Beer Academy

Mark Gail/The Post

Confused over beer lists? Rustico is ready to school you.
By Fritz Hahn
Friday, March 2, 2012

Drinking beer in Washington bars used to be so easy: Bud or Bass? Hefeweizen or Guinness? But since ChurchKey, Pizzeria Paradiso, R.F.D. and Brasserie Beck have gotten us hooked on rare taps and hard-to-pronounce breweries, even neighborhood bars are upping their menus. For the lay person, this can be confusing: Would you like a traditional English pale ale brewed in Baltimore or a hoppy American IPA made in a small town in Belgium?

Thankfully, ChurchKey beer director Greg Engert is here to school us all in the basics of beer, running a twice-monthly Beer Academy at Rustico in Ballston. Engert, whose honors include being named one of Food and Wine's sommeliers of the year, realized that customers didn't always have a good grasp of beer basics but were eager to learn more.

Each session covers a different topic, such as a primer on styles of ales and lager (last month) and farmhouse ales (this month), with a half-dozen beers to taste while learning. (Don't you wish college had been more like this?)

Actually, the Beer Academy feels like a college lecture on the history of beer accompanied by a delicious beverage. At a two-hour class last month, Engert rapidly hopscotched from the history of porter to the way that European climactic shifts of the seventh through 10th centuries led to the beginnings of aging beer to the real origins of India pale ale, which isn't quite what you think.

While the class sips Germany's rich Aecht Schlenkerla Urbock, which gets its flavor from the malt that is smoked slowly over beechwood fires, Engert explains why the brewers chose that particular wood, and it has nothing to do with taste. (At this point, the class laughs when Engert reminds them that Budweiser advertises that its beer is aged with beechwood.) "The thing about beechwood is that it isn't good for much else," he says. "You don't burn oak because it has so many other uses."

Then it was off to talk about Belgian beers. While sipping a refreshing Cellar Door saison from Baltimore's Stillwater Ale, Engert explains how the Hanseatic League, a trade association in the Middle Ages, led to a broadening of beer styles, thanks to increased trade in herbs and spices. For example, he says, the Dutch empire's expansion into the New World led to the importation of Curacao oranges, which influenced the growth of what we know today as witbier, from Hoegaarden to Shock Top. This was all delivered without notes, in a nonstop - almost free verse - manner.

If you've ever been to a wine-tasting class, well, this is anything but - much to the relief of Kate Bowers, who was sitting next to me in the class. "A wine class is so structured: 'This is the type of this grape, this is what you should be tasting.' That's clearly not what we're getting here," says Bowers, 28, of Woodley Park. "When you know so much about beer, you're not going to just focus on that one aspect. This is just so interesting. Clearly he could have gone on for seven more hours, and I probably could have sat here and listened to him."

As you might expect, the classes have been popular. February's lecture, on farmhouse ales, sold out almost immediately, as did March's discussion of breweries that source local ingredients. At least one class is sold out every month until the summer; a few seats remain for "Sour Ales: The Old and New" on April 21, "Real Ale: A Cask Ale Primer" on May 19 and "Barrel-Aged Beers" on June 23. The schedule for the second half of 2012 will be announced soon.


=== Work task ===
Please restate word for word each line from the one containing "You are a GUI" to the last line of the records below, and drop the pictures.

Items from a dataset:

======

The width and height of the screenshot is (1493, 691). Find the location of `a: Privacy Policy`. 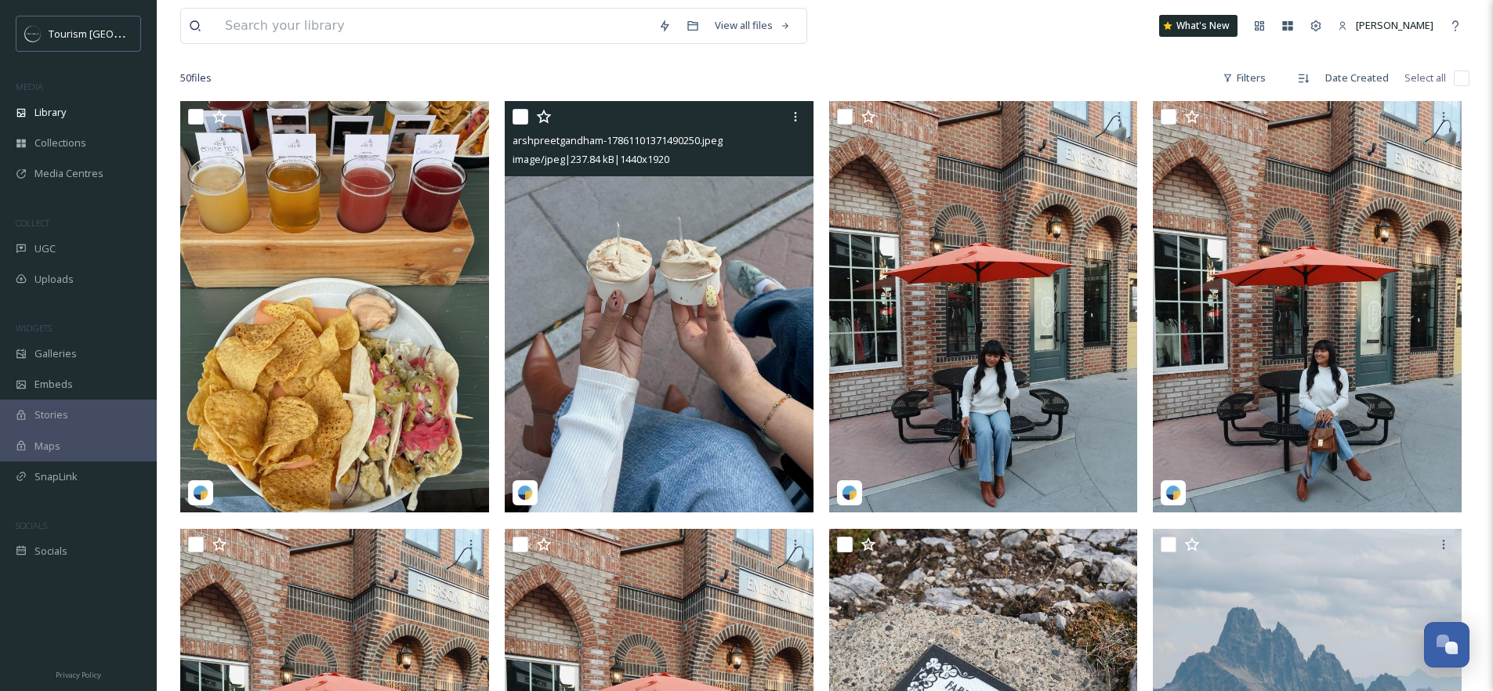

a: Privacy Policy is located at coordinates (78, 674).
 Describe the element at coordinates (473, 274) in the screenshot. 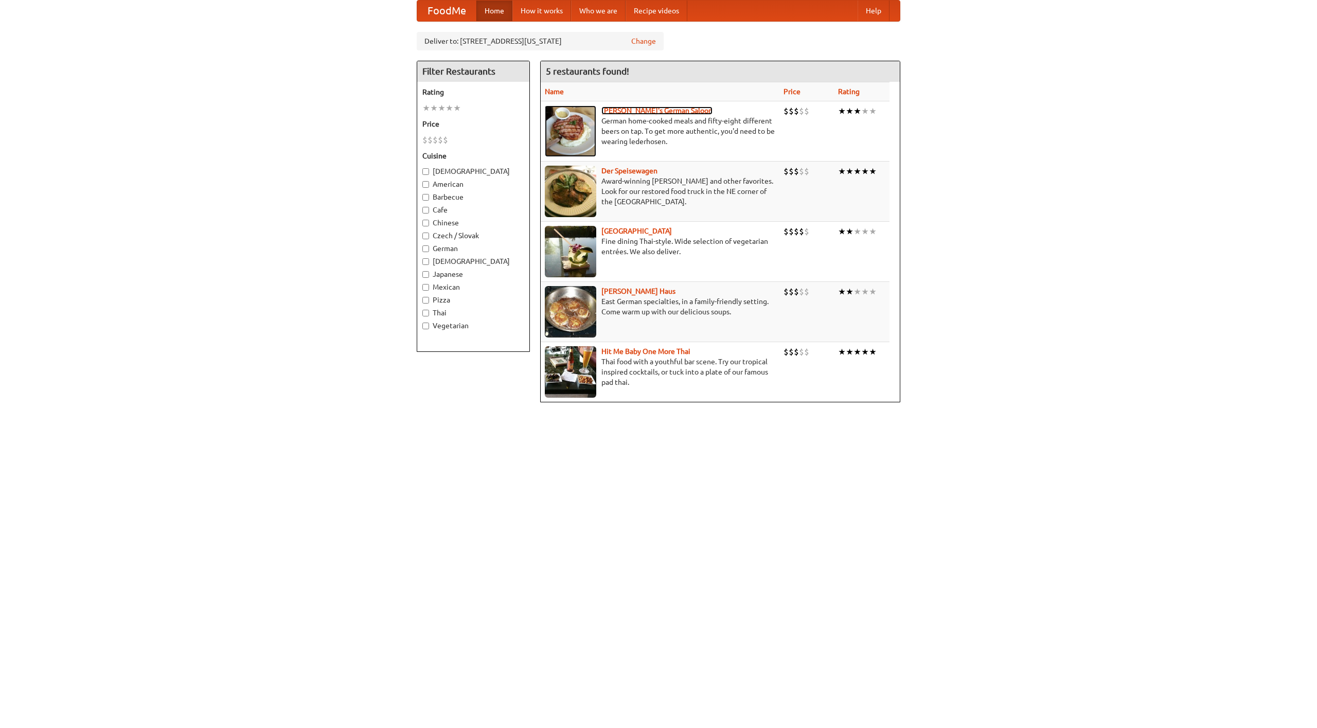

I see `label: Japanese` at that location.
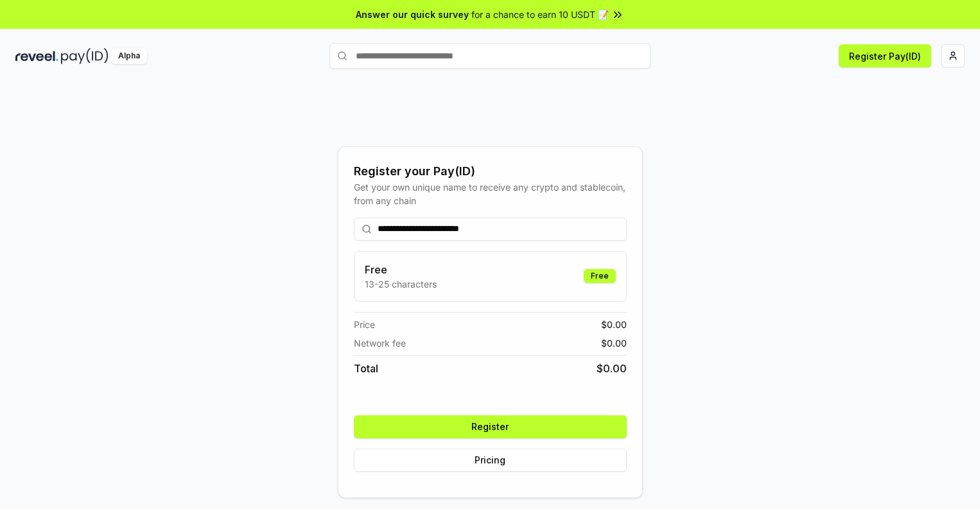  Describe the element at coordinates (490, 427) in the screenshot. I see `button: Register` at that location.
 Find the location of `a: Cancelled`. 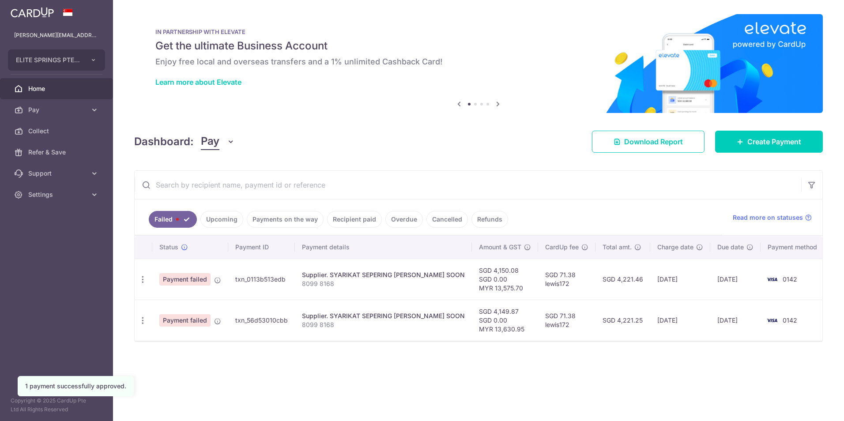

a: Cancelled is located at coordinates (447, 219).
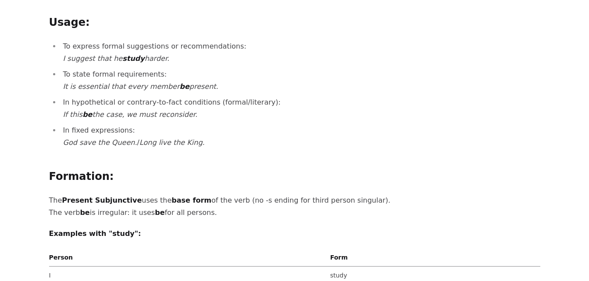 The width and height of the screenshot is (589, 281). What do you see at coordinates (130, 114) in the screenshot?
I see `em: If this the case, we must reconsider.` at bounding box center [130, 114].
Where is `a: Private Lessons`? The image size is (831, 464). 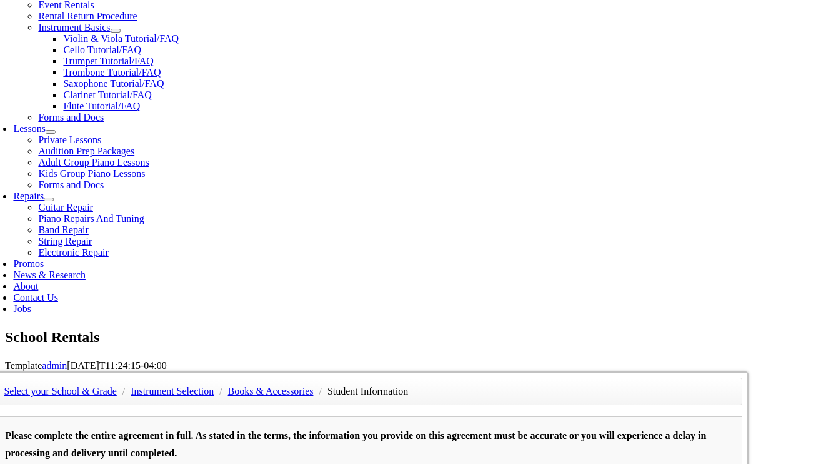
a: Private Lessons is located at coordinates (69, 139).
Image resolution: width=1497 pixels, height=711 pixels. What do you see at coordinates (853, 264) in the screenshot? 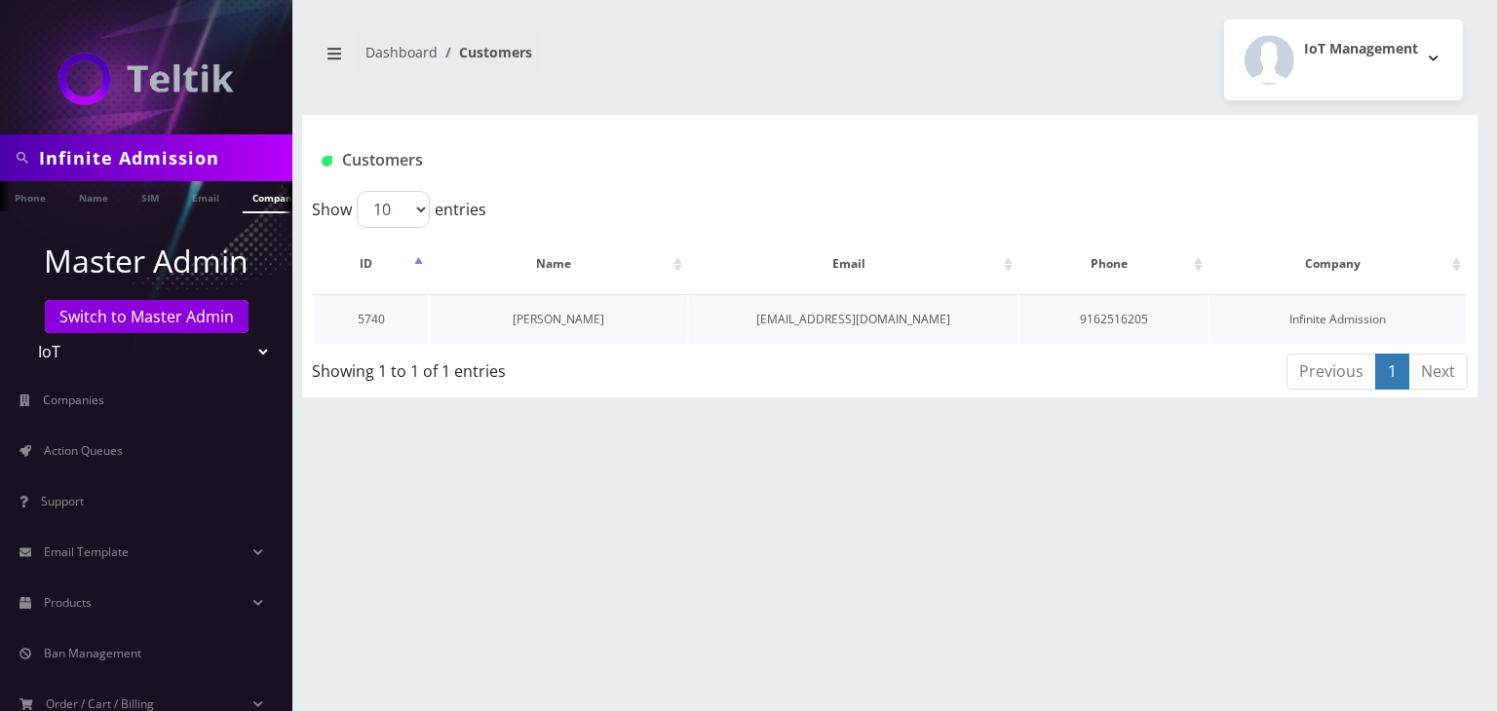
I see `th: Email: activate to sort column ascending` at bounding box center [853, 264].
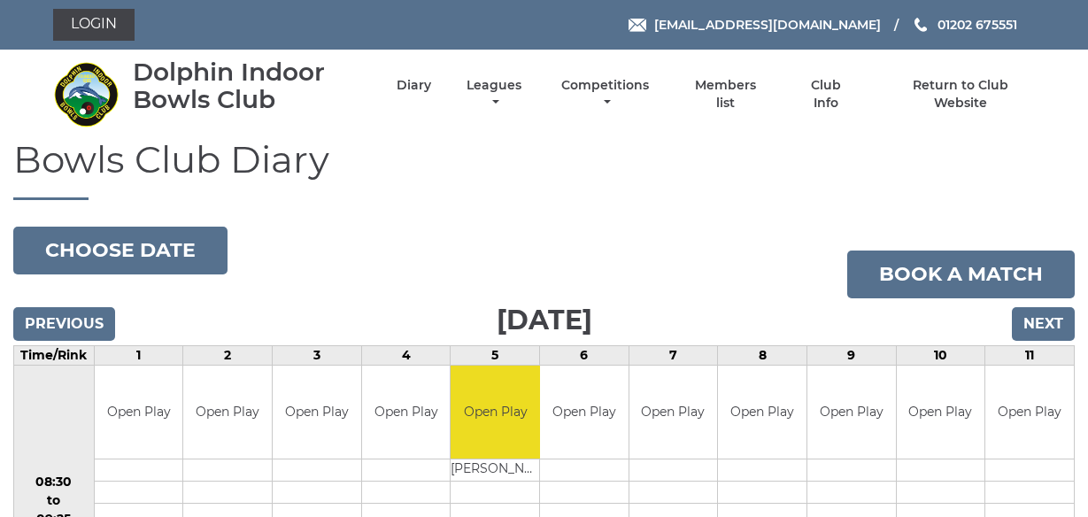 The width and height of the screenshot is (1088, 517). What do you see at coordinates (851, 356) in the screenshot?
I see `td: 9` at bounding box center [851, 356].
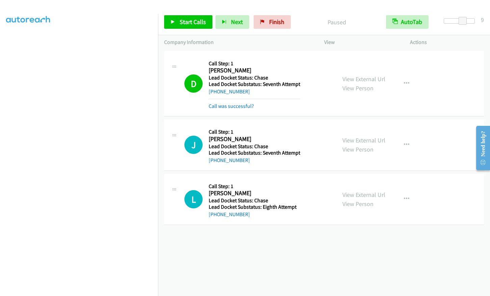 The width and height of the screenshot is (490, 296). Describe the element at coordinates (254, 207) in the screenshot. I see `h5: Lead Docket Substatus: Eighth Attempt` at that location.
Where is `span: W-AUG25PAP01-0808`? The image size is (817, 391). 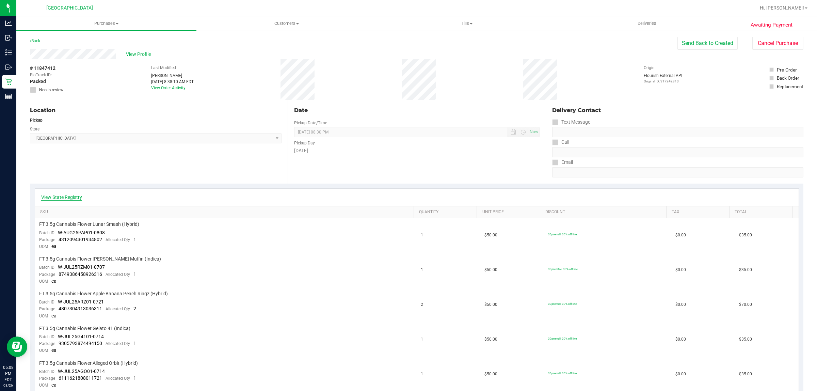
span: W-AUG25PAP01-0808 is located at coordinates (81, 233).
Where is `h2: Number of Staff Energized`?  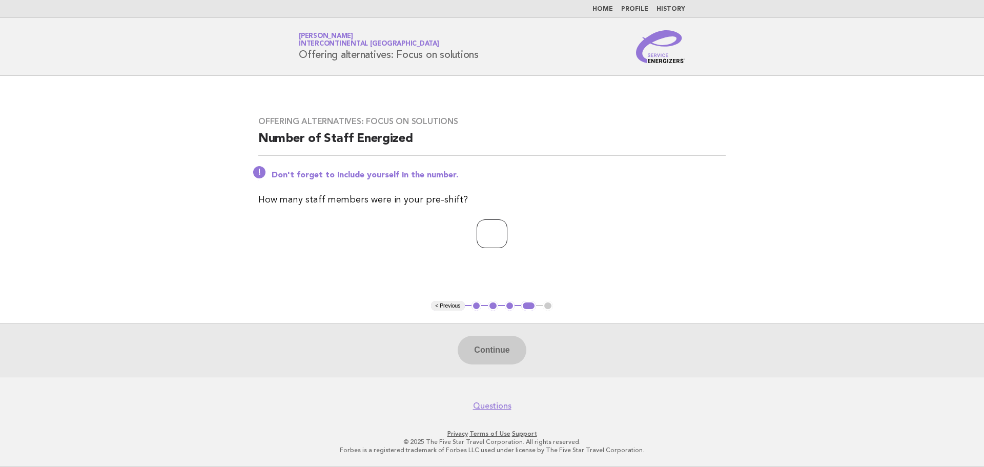
h2: Number of Staff Energized is located at coordinates (492, 143).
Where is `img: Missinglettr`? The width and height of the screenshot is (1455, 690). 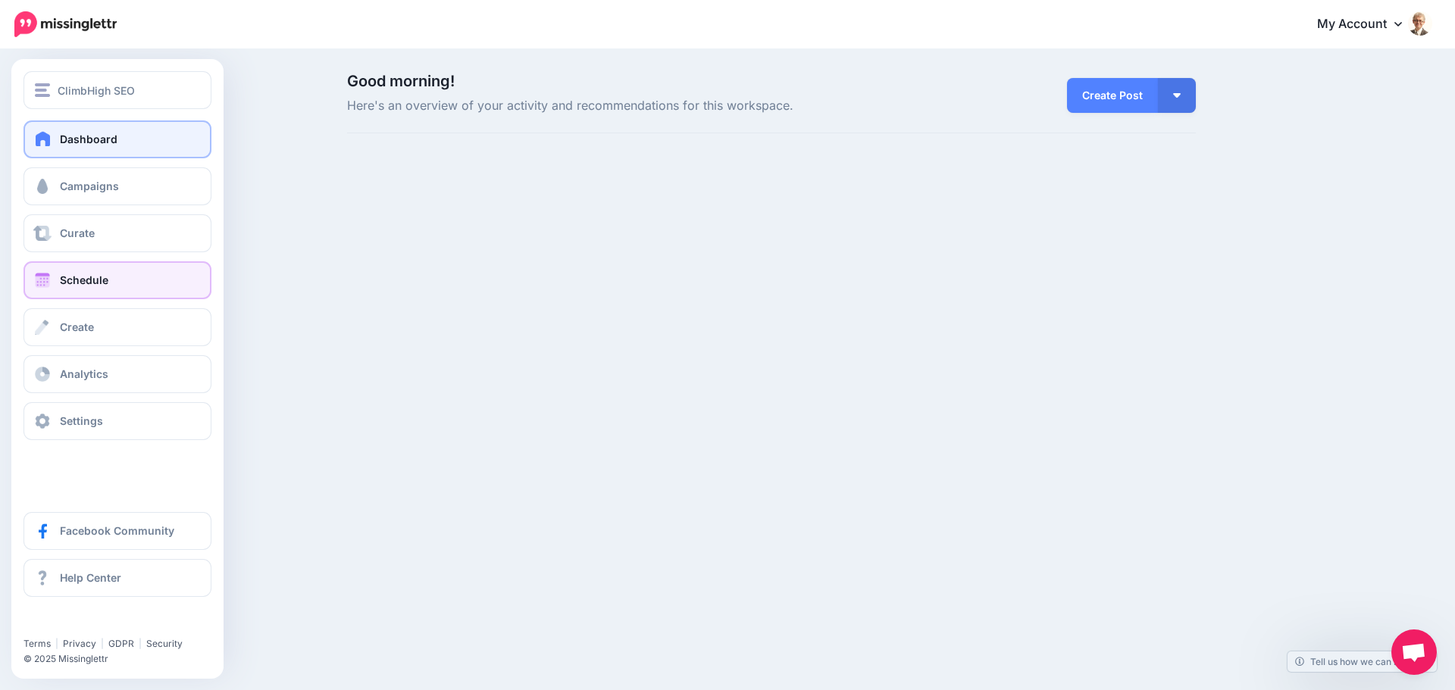
img: Missinglettr is located at coordinates (65, 24).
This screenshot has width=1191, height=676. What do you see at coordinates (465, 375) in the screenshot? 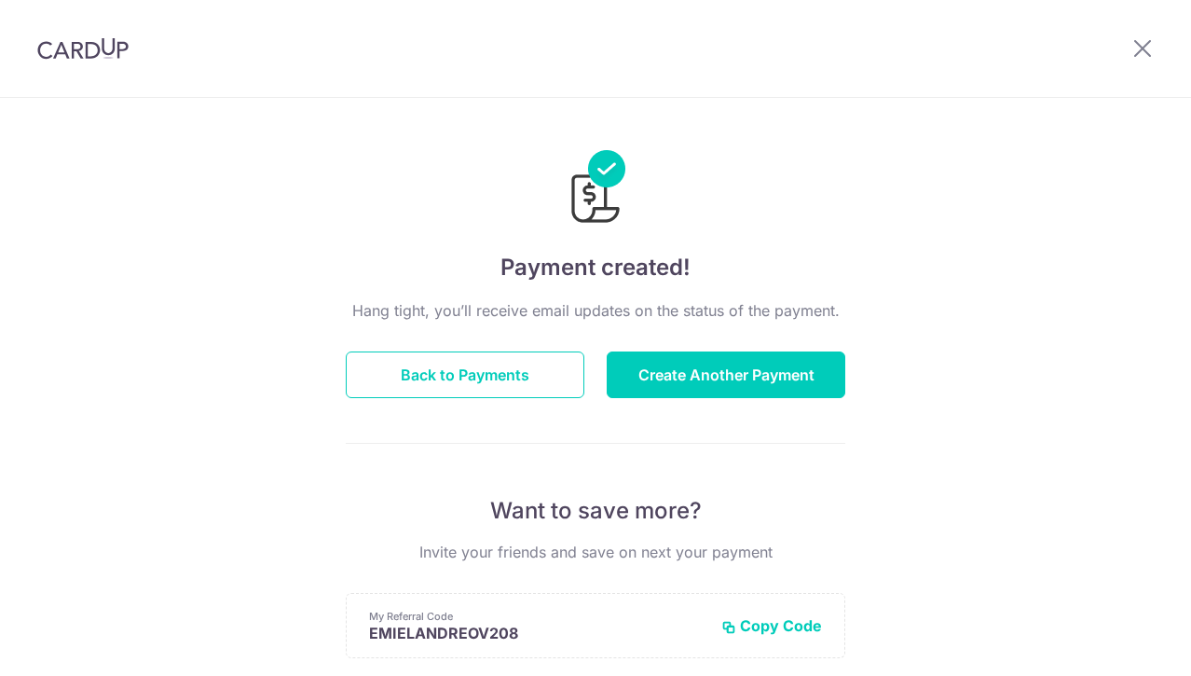
I see `button: Back to Payments` at bounding box center [465, 375].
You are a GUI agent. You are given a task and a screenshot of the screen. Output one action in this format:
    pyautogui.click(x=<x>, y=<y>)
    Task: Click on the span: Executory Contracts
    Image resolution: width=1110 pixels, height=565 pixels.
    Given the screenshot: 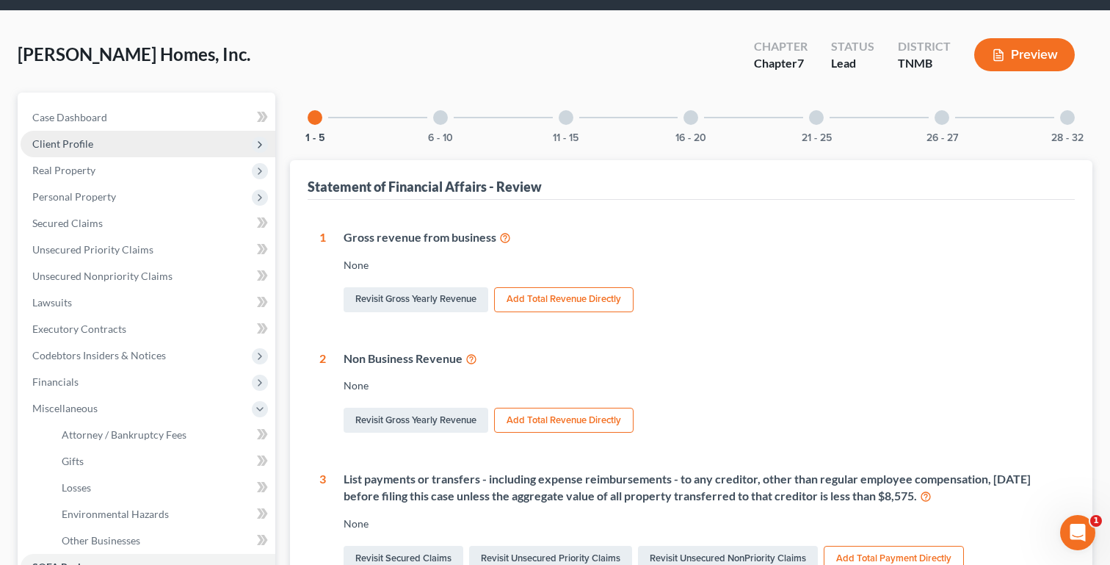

======

=== Task solution ===
You are a GUI agent. You are given a task and a screenshot of the screen. Output one action in this format:
    pyautogui.click(x=<x>, y=<y>)
    Task: Click on the span: Executory Contracts
    Image resolution: width=1110 pixels, height=565 pixels.
    Given the screenshot: 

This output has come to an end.